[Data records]
——

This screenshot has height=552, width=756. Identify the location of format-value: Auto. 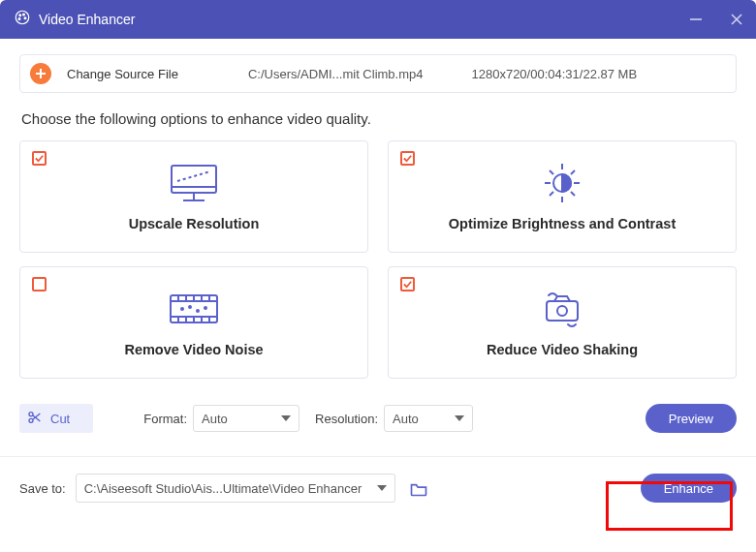
(215, 418).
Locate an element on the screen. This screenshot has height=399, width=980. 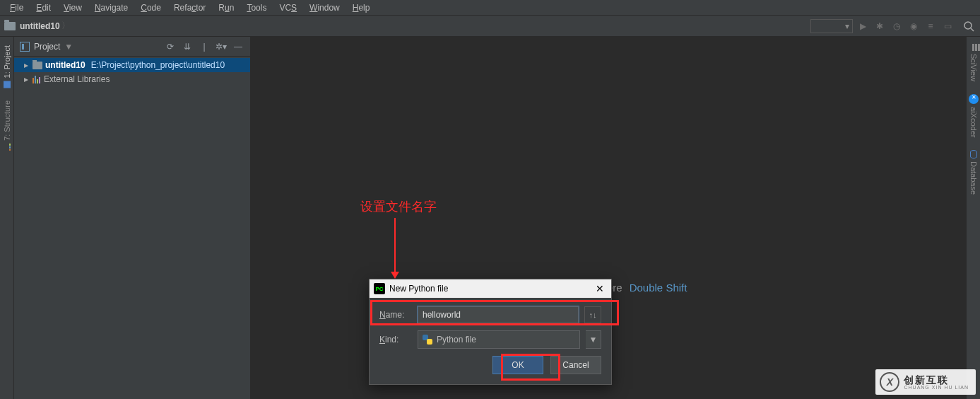
breadcrumb-project: untitled10 is located at coordinates (40, 26).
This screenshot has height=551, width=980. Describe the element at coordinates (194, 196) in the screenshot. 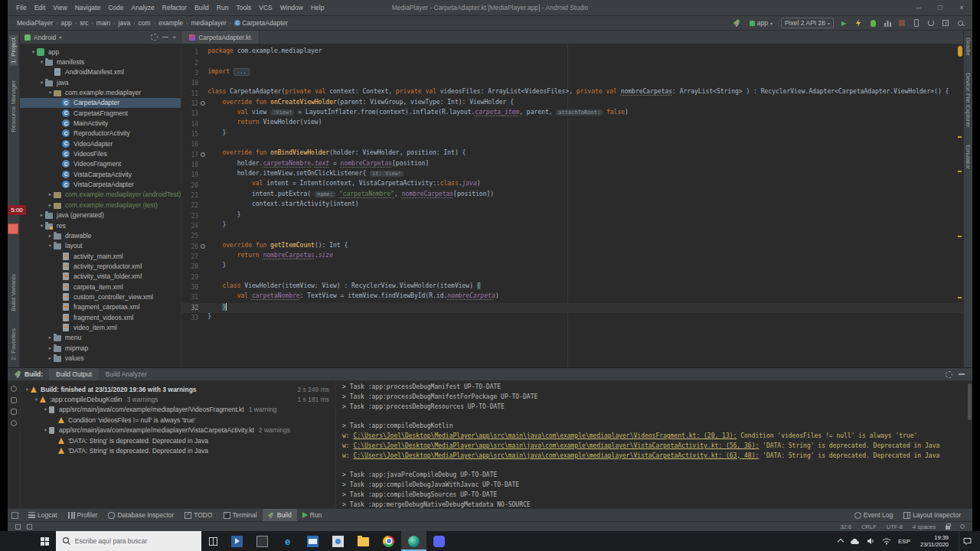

——

** EXERCISE BRIEF **
From the line with "Locate an element" down to the last line of the records above, restate each line verbatim, passing over any picture.

** SOLUTION FOR THIS PROBLEM **
Locate an element on the screen. This screenshot has height=399, width=980. 
breadcrumb-project: untitled10 is located at coordinates (40, 26).
This screenshot has height=551, width=980. Describe the element at coordinates (194, 196) in the screenshot. 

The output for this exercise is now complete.